An acclaimed scholar and author who served as the first female president of Smith College has died.
Jill Ker Conway was born in New South Wales, Australia, in October 1934 and grew up on an isolated sheep ranch. She studied history and English at the University of Sydney (1958) and moved to the United States in 1960, securing a PhD from Harvard University in 1969. An expert on female reformers in the US, she was appointed professor of US social and intellectual history at the University of Toronto in 1971 and went on to serve as vice-president for internal affairs. She moved back to the US to become president of Smith – the women’s liberal arts college, based in Northampton, Massachusetts – from 1975 to 1985.
In her inaugural address at Smith, Professor Conway spoke of fostering “research and the creation of new knowledge around matters of central importance in women’s lives”. Her own scholarly work included Modern Feminism: An Intellectual History (1977), Utopian Dream or Dystopian Nightmare?: Nineteenth-Century Feminist Ideas about Equality (1987) and a series of anthologies of autobiographical writing by women.
A highly effective fundraiser, Professor Conway used her time at Smith to develop bold new programmes in management, women’s studies, comparative literature and engineering as well as the Ada Comstock Scholars Program for “women of non-traditional college age”. She also oversaw a number of major infrastructural projects, transforming the Neilson library and creating far more extensive sports facilities.
Kathleen McCartney, Smith’s current president, described Professor Conway as “groundbreaking and gracious”, a woman who “came to Smith when gender roles were being transformed – and there were people here who tried to stand in her way. But at a time when the academy didn’t see women as college presidents – or as leaders at all – she demonstrated a leadership that was innovative and effective.”
After leaving Smith in 1985, Professor Conway became a visiting professor in the Massachusetts Institute of Technology’s Program in Science, Technology and Society. She devoted much of her time to environmental causes and to addressing the problems of homelessness. She also wrote a series of acclaimed memoirs, The Road From Coorain (1989), True North (1995) and A Woman’s Education (2001), the last devoted to her time at Smith. All were notable, she once said, for exploring “what women were not supposed to acknowledge – ambition, love of adventure, the quest for intellectual power, physical courage and endurance, risk-taking, [and] the negative aspects of mother-daughter relations”.
Professor Conway was honoured with a National Humanities Medal by President Barack Obama in 2013. She died on 1 June and was predeceased by her husband.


- **Your task**: All that is needed is each line of the entries holding the word "Emissions", copied as it stands.

■ ■ ■ ■

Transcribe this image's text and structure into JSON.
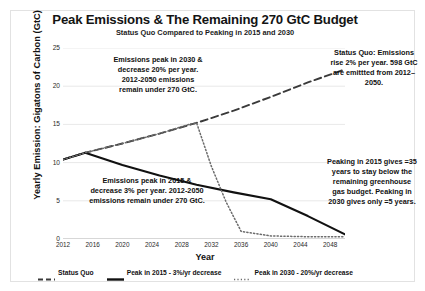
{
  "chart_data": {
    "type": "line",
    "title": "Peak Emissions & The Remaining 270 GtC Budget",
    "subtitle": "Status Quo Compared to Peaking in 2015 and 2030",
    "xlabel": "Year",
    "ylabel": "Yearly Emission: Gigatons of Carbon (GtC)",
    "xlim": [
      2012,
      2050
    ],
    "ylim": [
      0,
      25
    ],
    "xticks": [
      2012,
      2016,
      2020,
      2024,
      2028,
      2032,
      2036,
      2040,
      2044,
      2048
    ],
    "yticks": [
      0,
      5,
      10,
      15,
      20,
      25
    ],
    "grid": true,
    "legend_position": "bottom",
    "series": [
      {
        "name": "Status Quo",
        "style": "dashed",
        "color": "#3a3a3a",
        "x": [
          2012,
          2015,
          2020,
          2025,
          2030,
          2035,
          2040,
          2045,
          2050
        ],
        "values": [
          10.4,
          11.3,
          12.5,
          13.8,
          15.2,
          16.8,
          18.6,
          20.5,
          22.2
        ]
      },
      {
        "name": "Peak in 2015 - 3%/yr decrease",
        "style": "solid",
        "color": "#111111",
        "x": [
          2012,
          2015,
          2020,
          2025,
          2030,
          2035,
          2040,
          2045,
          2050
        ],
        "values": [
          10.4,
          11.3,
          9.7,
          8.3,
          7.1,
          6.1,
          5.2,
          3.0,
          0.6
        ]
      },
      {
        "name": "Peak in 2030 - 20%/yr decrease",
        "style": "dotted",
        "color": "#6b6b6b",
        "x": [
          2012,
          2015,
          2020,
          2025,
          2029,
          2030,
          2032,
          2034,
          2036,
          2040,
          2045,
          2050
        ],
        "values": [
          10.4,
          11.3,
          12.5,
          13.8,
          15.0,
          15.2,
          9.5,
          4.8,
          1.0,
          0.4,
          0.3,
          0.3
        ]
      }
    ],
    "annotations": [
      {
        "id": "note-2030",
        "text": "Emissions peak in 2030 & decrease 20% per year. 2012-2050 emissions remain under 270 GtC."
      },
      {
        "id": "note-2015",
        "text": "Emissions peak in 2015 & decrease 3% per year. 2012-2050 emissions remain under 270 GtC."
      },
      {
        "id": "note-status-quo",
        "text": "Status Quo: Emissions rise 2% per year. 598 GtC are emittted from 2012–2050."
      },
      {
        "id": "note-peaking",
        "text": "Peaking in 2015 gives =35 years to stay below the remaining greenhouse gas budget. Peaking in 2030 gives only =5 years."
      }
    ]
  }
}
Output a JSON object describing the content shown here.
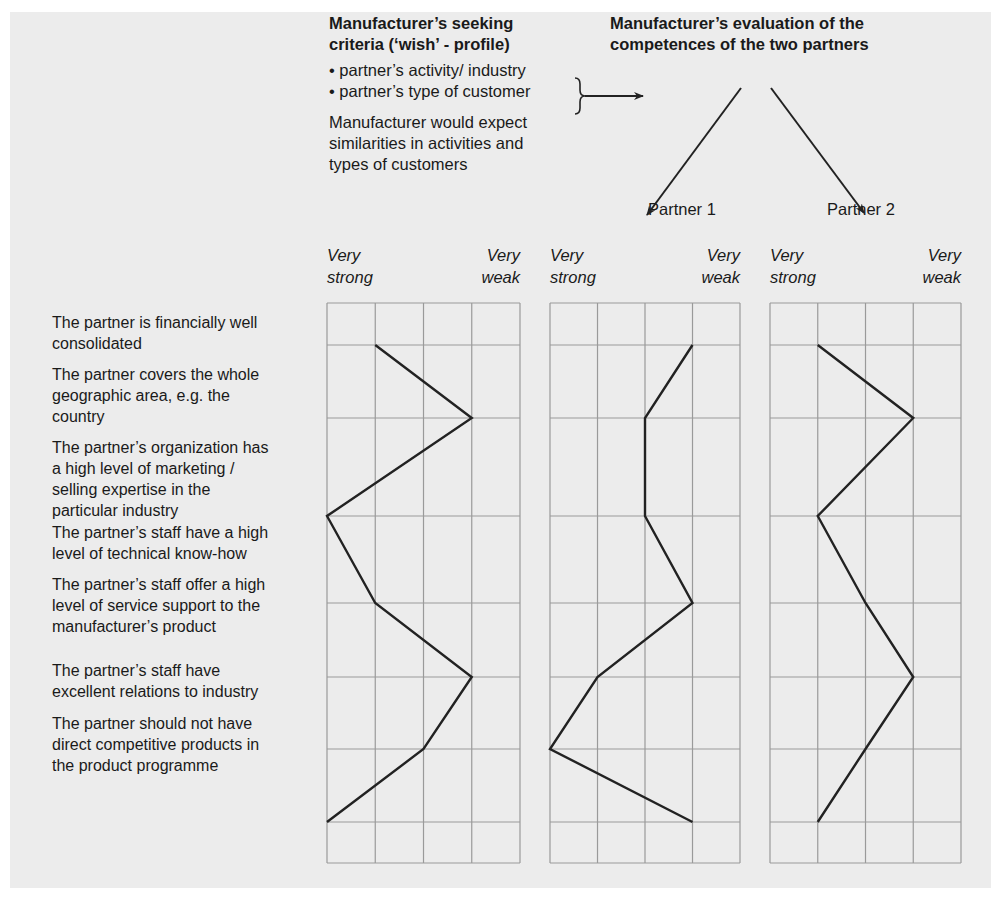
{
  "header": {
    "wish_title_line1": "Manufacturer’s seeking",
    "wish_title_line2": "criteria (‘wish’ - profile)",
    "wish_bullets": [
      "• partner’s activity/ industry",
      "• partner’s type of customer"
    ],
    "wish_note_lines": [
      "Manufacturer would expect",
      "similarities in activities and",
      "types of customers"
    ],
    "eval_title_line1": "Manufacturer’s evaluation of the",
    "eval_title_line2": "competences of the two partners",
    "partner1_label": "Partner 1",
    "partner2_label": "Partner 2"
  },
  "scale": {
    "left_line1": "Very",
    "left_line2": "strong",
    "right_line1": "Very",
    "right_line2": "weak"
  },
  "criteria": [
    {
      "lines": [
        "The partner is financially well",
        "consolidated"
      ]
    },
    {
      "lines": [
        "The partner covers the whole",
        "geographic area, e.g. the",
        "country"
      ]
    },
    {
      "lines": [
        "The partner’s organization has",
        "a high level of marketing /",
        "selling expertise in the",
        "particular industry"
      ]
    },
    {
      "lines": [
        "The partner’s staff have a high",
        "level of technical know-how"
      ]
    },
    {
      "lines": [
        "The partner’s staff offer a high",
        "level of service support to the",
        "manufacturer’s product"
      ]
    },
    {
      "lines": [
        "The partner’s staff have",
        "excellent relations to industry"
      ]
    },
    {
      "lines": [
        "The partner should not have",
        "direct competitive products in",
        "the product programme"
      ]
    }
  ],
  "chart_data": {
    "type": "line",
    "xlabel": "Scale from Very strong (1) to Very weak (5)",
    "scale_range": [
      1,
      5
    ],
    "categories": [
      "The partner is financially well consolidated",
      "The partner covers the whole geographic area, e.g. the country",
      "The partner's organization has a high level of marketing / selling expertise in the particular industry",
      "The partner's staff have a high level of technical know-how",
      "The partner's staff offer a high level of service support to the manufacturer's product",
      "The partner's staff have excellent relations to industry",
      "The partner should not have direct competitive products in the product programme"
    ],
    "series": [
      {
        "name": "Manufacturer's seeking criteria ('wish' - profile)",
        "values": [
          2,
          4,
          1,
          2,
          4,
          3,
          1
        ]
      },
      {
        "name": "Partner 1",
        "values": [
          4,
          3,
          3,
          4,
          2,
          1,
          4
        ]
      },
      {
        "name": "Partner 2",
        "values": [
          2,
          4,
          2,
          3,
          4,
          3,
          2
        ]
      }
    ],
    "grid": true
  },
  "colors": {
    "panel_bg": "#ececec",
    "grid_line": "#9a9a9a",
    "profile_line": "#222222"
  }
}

■ ■ ■ ■

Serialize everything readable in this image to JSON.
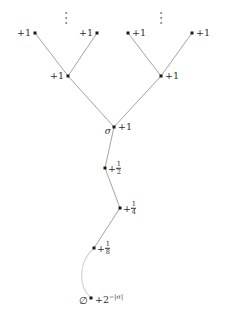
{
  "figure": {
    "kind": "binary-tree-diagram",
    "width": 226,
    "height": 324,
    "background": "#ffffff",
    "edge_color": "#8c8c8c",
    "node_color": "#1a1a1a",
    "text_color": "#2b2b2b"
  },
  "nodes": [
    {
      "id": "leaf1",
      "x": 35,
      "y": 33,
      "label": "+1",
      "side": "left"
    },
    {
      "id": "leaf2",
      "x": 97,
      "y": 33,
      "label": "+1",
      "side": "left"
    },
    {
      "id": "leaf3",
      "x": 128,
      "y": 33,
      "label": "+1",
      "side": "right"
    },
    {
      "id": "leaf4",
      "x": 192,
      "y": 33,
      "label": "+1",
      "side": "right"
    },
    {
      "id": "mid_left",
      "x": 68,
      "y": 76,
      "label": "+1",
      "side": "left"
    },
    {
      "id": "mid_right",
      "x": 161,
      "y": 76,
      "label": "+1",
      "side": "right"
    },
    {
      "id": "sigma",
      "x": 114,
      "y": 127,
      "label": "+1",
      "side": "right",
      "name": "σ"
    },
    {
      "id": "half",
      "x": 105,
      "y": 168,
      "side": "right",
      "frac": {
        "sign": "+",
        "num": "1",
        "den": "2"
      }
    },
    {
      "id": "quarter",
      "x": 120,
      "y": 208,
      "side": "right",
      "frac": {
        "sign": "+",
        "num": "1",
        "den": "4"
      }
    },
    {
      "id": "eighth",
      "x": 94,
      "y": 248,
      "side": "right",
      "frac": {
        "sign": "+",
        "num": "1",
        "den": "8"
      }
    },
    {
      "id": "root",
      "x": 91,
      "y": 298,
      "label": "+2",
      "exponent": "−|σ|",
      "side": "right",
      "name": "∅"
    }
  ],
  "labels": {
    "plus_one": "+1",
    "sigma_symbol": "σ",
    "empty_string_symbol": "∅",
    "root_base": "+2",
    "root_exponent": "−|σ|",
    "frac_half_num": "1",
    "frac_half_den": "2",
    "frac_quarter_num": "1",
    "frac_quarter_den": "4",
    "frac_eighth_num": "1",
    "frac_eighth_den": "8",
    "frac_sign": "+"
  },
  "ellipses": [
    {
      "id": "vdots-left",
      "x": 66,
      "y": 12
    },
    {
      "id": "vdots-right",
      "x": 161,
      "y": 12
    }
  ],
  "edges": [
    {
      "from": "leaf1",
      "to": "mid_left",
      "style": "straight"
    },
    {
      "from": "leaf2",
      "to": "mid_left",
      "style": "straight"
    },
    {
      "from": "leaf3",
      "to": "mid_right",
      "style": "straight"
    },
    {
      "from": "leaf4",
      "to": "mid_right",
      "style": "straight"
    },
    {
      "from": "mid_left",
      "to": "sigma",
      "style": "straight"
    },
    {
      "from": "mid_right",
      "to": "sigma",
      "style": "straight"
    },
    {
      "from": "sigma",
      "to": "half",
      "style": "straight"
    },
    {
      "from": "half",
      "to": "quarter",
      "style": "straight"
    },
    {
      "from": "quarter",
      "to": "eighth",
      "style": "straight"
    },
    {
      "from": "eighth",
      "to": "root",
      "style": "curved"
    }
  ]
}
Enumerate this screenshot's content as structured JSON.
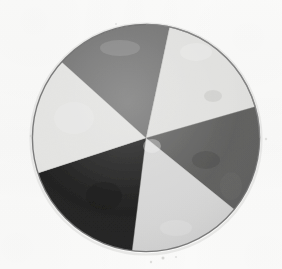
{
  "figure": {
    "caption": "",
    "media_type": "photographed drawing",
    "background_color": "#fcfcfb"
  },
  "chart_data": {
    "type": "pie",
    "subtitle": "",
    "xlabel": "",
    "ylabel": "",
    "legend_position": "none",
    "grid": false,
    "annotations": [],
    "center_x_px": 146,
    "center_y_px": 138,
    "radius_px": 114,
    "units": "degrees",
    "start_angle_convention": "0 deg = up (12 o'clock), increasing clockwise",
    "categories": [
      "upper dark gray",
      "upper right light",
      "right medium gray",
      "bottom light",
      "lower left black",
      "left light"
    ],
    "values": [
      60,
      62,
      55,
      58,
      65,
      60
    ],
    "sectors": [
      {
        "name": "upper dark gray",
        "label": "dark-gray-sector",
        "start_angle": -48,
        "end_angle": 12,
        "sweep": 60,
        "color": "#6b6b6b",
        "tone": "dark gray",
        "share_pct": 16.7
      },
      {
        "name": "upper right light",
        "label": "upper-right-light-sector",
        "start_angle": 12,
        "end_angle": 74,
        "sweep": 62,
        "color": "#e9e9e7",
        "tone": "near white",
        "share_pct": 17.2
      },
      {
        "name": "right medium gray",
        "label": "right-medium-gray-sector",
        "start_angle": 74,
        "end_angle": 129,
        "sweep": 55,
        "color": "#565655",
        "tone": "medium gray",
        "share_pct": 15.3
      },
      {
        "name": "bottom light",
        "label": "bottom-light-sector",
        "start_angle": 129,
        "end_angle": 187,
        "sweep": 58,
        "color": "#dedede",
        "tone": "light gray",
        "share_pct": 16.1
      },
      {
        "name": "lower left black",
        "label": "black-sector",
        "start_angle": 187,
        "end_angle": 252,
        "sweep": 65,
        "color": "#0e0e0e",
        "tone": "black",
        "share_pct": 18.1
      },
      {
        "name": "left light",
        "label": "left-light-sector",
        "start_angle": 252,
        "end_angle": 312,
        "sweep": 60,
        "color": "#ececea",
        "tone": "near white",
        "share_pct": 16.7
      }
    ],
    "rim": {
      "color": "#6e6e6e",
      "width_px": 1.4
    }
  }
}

■ ■ ■ ■

- **Solved problem**:
    "title": "Peak Emissions & The Remaining 270 GtC Budget",
        "text": "Emissions peak in 2030 & decrease 20% per year. 2012-2050 emissions remain under 270 GtC."
        "text": "Emissions peak in 2015 & decrease 3% per year. 2012-2050 emissions remain under 270 GtC."
        "text": "Status Quo: Emissions rise 2% per year. 598 GtC are emittted from 2012–2050."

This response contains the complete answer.